Xeno-Transplantation

AuthorAlexandru Boroi
PositionFaculty of Law, the Criminal Law Department Police Academy, Alexandru Ioan Cuza, Bucharest, Romania
Pages177-182
AGORA International Journal of Juridical Sciences, www.juridicalj ournal.univagora.ro
ISSN 1843-570X, E-ISSN 2067-7677
No.1 (2012), pp. 1-6
1
XENO-TRANSPLANTATION
Al. Boroi
Alexandru Boroi
Faculty of Law, the Criminal Law Department
Police Academy‚ Alexandru Ioan Cuza, Bucharest, Romania
*Correspondence: Alexandru Boroi, 11 Florilor St., sector 1, B ucharest
E-mail: alexandruboroi@yahoo.com
Abstract
The transplant has its own rules that are not suitable to follow the individual
destiny, aspiring to a bolish the intimate constrain ts of religious na ture, becoming a valuable
and sustainable activity, design by humans to save human’s life. Th e transplant becomes an
end in its self with a u tilitarian purpose, both from the biolo gical point of view, as
humanitarian one, consisting in the extension or salvation o f a human life.
Keywords: transplant, organs, tissues, donors.
Introduction
The transplant-type medical procedures save presently thousands of lives, but those
waiting in line for compatible organ s and tissues is bigger than the human donors
1
. The
transplant itself rises ethical problems, both in live donors version (in case of organs like
kidneys, or partially liver), and in donors being in brain death version
2
.
With living donors there are suspicions regarding possible pressures from the
relatives of the potential receiver, arriving, in case of distant donors, to denunciation of
“traffic organs” fa cilitated by the financial pressures above the potential donors. In case of
brain death donors, the suspicion is m ainly related by their or relative’s consent, as wel l as
by the irreversible (or not) character of their condition.
Anyway, both organs offered by living donors, and those taken from p atients in
brain death are not enough to satisfy the transplant needs of a society where the waiting lists
are longer and longer
3
.
A possible solution, still at the beginning of the tests on human sub jects, is
represented by cell, tissues and organs removal between species named xeno-
transplantation, to differentiate it from allo-transplantation (the excha nge of tissues or
organs inside the same species). The transplantation of whole organs is realized with less
success than tissues or cells (the longest period of survival reported in kidney transplant
from chimpanzee to human if of 9 months, while in the case of h eart transplant, the life time
of the donor didn’t exceed 21 days), but the xeno-transplantation proc edures still remain
experimental.
1
A. Boroi, Infraciuni contra vieii, All Beck Publishing House, 1999, p. 41.
2
O. Ungureanu, Noile dispoziii legale privind prelevarea i transplantul de organe, esuturi i celule de origine
uman în scop terapeutic, “Dreptul” no. 5/2007, p. 17.
3
V. G. Cheung, Whole genome amplification using a d egenerate oligonucleotide primer allows hundreds of
genotipes to be performed on less than one nanogram of genonic DNA, Genetica, 1996, p. 32.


(The problem) Nothing but the lines from the one containing "Enumerate this screenshot's" through the last line of the records below should be copied, exactly and without pictures.

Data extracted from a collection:
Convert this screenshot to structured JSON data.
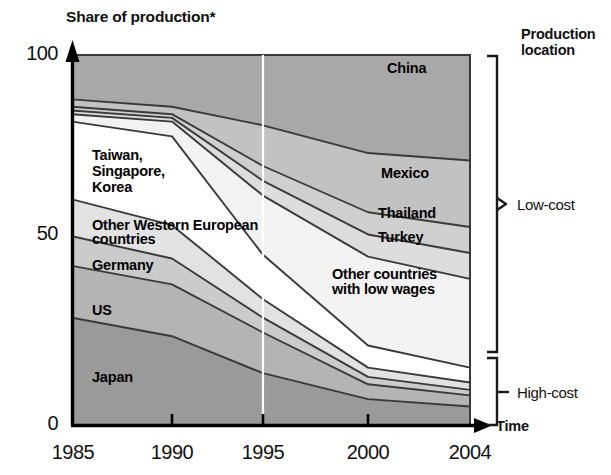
{
  "chart_data": {
    "type": "area",
    "title": "Share of production*",
    "xlabel": "Time",
    "ylabel": "Share of production*",
    "ylim": [
      0,
      100
    ],
    "yticks": [
      0,
      50,
      100
    ],
    "x": [
      1985,
      1990,
      1995,
      2000,
      2004
    ],
    "xtick_labels": [
      "1985",
      "1990",
      "1995",
      "2000",
      "2004"
    ],
    "grid": false,
    "legend": "inline-band-labels",
    "stacked": true,
    "stack_order_bottom_to_top": [
      "Japan",
      "US",
      "Germany",
      "Other Western European countries",
      "Taiwan, Singapore, Korea",
      "Other countries with low wages",
      "Turkey",
      "Thailand",
      "Mexico",
      "China"
    ],
    "series": [
      {
        "name": "Japan",
        "color": "#9a9a9a",
        "values": [
          29,
          24,
          14,
          7,
          5
        ]
      },
      {
        "name": "US",
        "color": "#b4b4b4",
        "values": [
          14,
          14,
          11,
          4,
          3
        ]
      },
      {
        "name": "Germany",
        "color": "#cbcbcb",
        "values": [
          8,
          7,
          4,
          2,
          1.5
        ]
      },
      {
        "name": "Other Western European countries",
        "color": "#e2e2e2",
        "values": [
          10,
          9,
          5,
          2.5,
          2
        ]
      },
      {
        "name": "Taiwan, Singapore, Korea",
        "color": "#ffffff",
        "values": [
          21,
          24,
          12,
          6,
          4
        ]
      },
      {
        "name": "Other countries with low wages",
        "color": "#f2f2f2",
        "values": [
          2,
          4,
          16,
          24,
          24
        ]
      },
      {
        "name": "Turkey",
        "color": "#dddddd",
        "values": [
          1,
          1,
          4,
          6,
          7
        ]
      },
      {
        "name": "Thailand",
        "color": "#cfcfcf",
        "values": [
          1,
          1,
          4,
          6,
          7
        ]
      },
      {
        "name": "Mexico",
        "color": "#c2c2c2",
        "values": [
          2,
          2,
          11,
          16,
          18
        ]
      },
      {
        "name": "China",
        "color": "#a8a8a8",
        "values": [
          12,
          14,
          19,
          26.5,
          28.5
        ]
      }
    ],
    "cumulative_tops": {
      "Japan": [
        29,
        24,
        14,
        7,
        5
      ],
      "US": [
        43,
        38,
        25,
        11,
        8
      ],
      "Germany": [
        51,
        45,
        29,
        13,
        9.5
      ],
      "Other Western European countries": [
        61,
        54,
        34,
        15.5,
        11.5
      ],
      "Taiwan, Singapore, Korea": [
        82,
        78,
        46,
        21.5,
        15.5
      ],
      "Other countries with low wages": [
        84,
        82,
        62,
        45.5,
        39.5
      ],
      "Turkey": [
        85,
        83,
        66,
        51.5,
        46.5
      ],
      "Thailand": [
        86,
        84,
        70,
        57.5,
        53.5
      ],
      "Mexico": [
        88,
        86,
        81,
        73.5,
        71.5
      ],
      "China": [
        100,
        100,
        100,
        100,
        100
      ]
    },
    "annotations": [
      {
        "text": "China",
        "x": 2001,
        "y": 92
      },
      {
        "text": "Mexico",
        "x": 2000,
        "y": 61
      },
      {
        "text": "Thailand",
        "x": 1999,
        "y": 50
      },
      {
        "text": "Turkey",
        "x": 1999,
        "y": 43
      },
      {
        "text": "Other countries\nwith low wages",
        "x": 1999,
        "y": 32
      },
      {
        "text": "Taiwan,\nSingapore,\nKorea",
        "x": 1986,
        "y": 66
      },
      {
        "text": "Other Western European\ncountries",
        "x": 1986,
        "y": 51
      },
      {
        "text": "Germany",
        "x": 1986,
        "y": 42
      },
      {
        "text": "US",
        "x": 1986,
        "y": 31
      },
      {
        "text": "Japan",
        "x": 1986,
        "y": 16
      }
    ]
  },
  "labels": {
    "y_axis_title": "Share of production*",
    "x_axis_title": "Time",
    "y_100": "100",
    "y_50": "50",
    "y_0": "0",
    "x_1985": "1985",
    "x_1990": "1990",
    "x_1995": "1995",
    "x_2000": "2000",
    "x_2004": "2004",
    "band_china": "China",
    "band_mexico": "Mexico",
    "band_thailand": "Thailand",
    "band_turkey": "Turkey",
    "band_other_low_wages_l1": "Other countries",
    "band_other_low_wages_l2": "with low wages",
    "band_taiwan_l1": "Taiwan,",
    "band_taiwan_l2": "Singapore,",
    "band_taiwan_l3": "Korea",
    "band_other_weu_l1": "Other Western European",
    "band_other_weu_l2": "countries",
    "band_germany": "Germany",
    "band_us": "US",
    "band_japan": "Japan"
  },
  "legend": {
    "title_l1": "Production",
    "title_l2": "location",
    "low_cost": "Low-cost",
    "high_cost": "High-cost"
  },
  "colors": {
    "japan": "#9a9a9a",
    "us": "#b4b4b4",
    "germany": "#cbcbcb",
    "other_weu": "#e2e2e2",
    "taiwan": "#ffffff",
    "other_low": "#f2f2f2",
    "turkey": "#dddddd",
    "thailand": "#cfcfcf",
    "mexico": "#c2c2c2",
    "china": "#a8a8a8",
    "stroke": "#3a3a3a",
    "axis": "#000000"
  }
}
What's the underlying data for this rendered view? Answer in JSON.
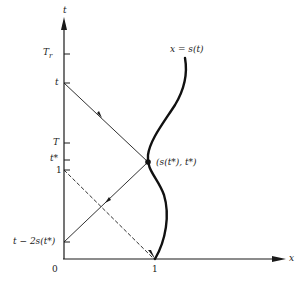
{
  "diagram": {
    "axes": {
      "y_label": "t",
      "x_label": "x",
      "origin_label": "0",
      "x_tick_label": "1"
    },
    "y_ticks": [
      {
        "label": "T_r",
        "display_main": "T",
        "display_sub": "r"
      },
      {
        "label": "t"
      },
      {
        "label": "T"
      },
      {
        "label": "t*"
      },
      {
        "label": "1"
      },
      {
        "label": "t − 2s(t*)"
      }
    ],
    "curve_label": "x = s(t)",
    "point_label": "(s(t*), t*)",
    "colors": {
      "line": "#1a1a1a",
      "background": "#ffffff"
    }
  }
}
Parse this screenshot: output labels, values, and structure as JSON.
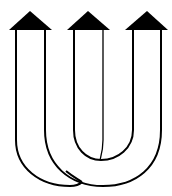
{
  "diagram": {
    "title": "",
    "colors": {
      "line": "#000000",
      "fill": "#000000",
      "background": "#ffffff"
    },
    "arrows": [
      {
        "id": "arrow-left",
        "direction": "up",
        "center_x": 30
      },
      {
        "id": "arrow-middle",
        "direction": "up",
        "center_x": 88
      },
      {
        "id": "arrow-right",
        "direction": "up",
        "center_x": 147
      }
    ],
    "bands": [
      {
        "id": "outer-band-left",
        "connects": [
          "arrow-left",
          "arrow-right"
        ]
      },
      {
        "id": "inner-band",
        "connects": [
          "arrow-middle",
          "arrow-right"
        ]
      }
    ]
  }
}
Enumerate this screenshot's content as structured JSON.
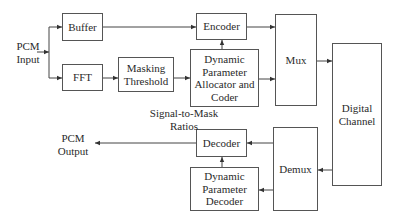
{
  "diagram": {
    "type": "block-diagram",
    "blocks": {
      "buffer": "Buffer",
      "fft": "FFT",
      "masking_threshold": "Masking Threshold",
      "encoder": "Encoder",
      "allocator": "Dynamic Parameter Allocator and Coder",
      "mux": "Mux",
      "digital_channel": "Digital Channel",
      "demux": "Demux",
      "decoder": "Decoder",
      "param_decoder": "Dynamic Parameter Decoder"
    },
    "labels": {
      "pcm_input_line1": "PCM",
      "pcm_input_line2": "Input",
      "pcm_output_line1": "PCM",
      "pcm_output_line2": "Output",
      "smr_line1": "Signal-to-Mask",
      "smr_line2": "Ratios"
    },
    "blocks_multiline": {
      "masking_1": "Masking",
      "masking_2": "Threshold",
      "alloc_1": "Dynamic",
      "alloc_2": "Parameter",
      "alloc_3": "Allocator and",
      "alloc_4": "Coder",
      "channel_1": "Digital",
      "channel_2": "Channel",
      "pdec_1": "Dynamic",
      "pdec_2": "Parameter",
      "pdec_3": "Decoder"
    },
    "edges": [
      [
        "PCM Input",
        "Buffer"
      ],
      [
        "PCM Input",
        "FFT"
      ],
      [
        "Buffer",
        "Encoder"
      ],
      [
        "FFT",
        "Masking Threshold"
      ],
      [
        "Masking Threshold",
        "Dynamic Parameter Allocator and Coder"
      ],
      [
        "Dynamic Parameter Allocator and Coder",
        "Encoder"
      ],
      [
        "Encoder",
        "Mux"
      ],
      [
        "Dynamic Parameter Allocator and Coder",
        "Mux"
      ],
      [
        "Mux",
        "Digital Channel"
      ],
      [
        "Digital Channel",
        "Demux"
      ],
      [
        "Demux",
        "Decoder"
      ],
      [
        "Demux",
        "Dynamic Parameter Decoder"
      ],
      [
        "Dynamic Parameter Decoder",
        "Decoder"
      ],
      [
        "Decoder",
        "PCM Output"
      ]
    ]
  }
}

(Solution to the problem)
Enumerate this screenshot's content as structured JSON.
{
  "diagram": {
    "type": "block-diagram",
    "blocks": {
      "buffer": "Buffer",
      "fft": "FFT",
      "masking_threshold": "Masking Threshold",
      "encoder": "Encoder",
      "allocator": "Dynamic Parameter Allocator and Coder",
      "mux": "Mux",
      "digital_channel": "Digital Channel",
      "demux": "Demux",
      "decoder": "Decoder",
      "param_decoder": "Dynamic Parameter Decoder"
    },
    "labels": {
      "pcm_input_line1": "PCM",
      "pcm_input_line2": "Input",
      "pcm_output_line1": "PCM",
      "pcm_output_line2": "Output",
      "smr_line1": "Signal-to-Mask",
      "smr_line2": "Ratios"
    },
    "blocks_multiline": {
      "masking_1": "Masking",
      "masking_2": "Threshold",
      "alloc_1": "Dynamic",
      "alloc_2": "Parameter",
      "alloc_3": "Allocator and",
      "alloc_4": "Coder",
      "channel_1": "Digital",
      "channel_2": "Channel",
      "pdec_1": "Dynamic",
      "pdec_2": "Parameter",
      "pdec_3": "Decoder"
    },
    "edges": [
      [
        "PCM Input",
        "Buffer"
      ],
      [
        "PCM Input",
        "FFT"
      ],
      [
        "Buffer",
        "Encoder"
      ],
      [
        "FFT",
        "Masking Threshold"
      ],
      [
        "Masking Threshold",
        "Dynamic Parameter Allocator and Coder"
      ],
      [
        "Dynamic Parameter Allocator and Coder",
        "Encoder"
      ],
      [
        "Encoder",
        "Mux"
      ],
      [
        "Dynamic Parameter Allocator and Coder",
        "Mux"
      ],
      [
        "Mux",
        "Digital Channel"
      ],
      [
        "Digital Channel",
        "Demux"
      ],
      [
        "Demux",
        "Decoder"
      ],
      [
        "Demux",
        "Dynamic Parameter Decoder"
      ],
      [
        "Dynamic Parameter Decoder",
        "Decoder"
      ],
      [
        "Decoder",
        "PCM Output"
      ]
    ]
  }
}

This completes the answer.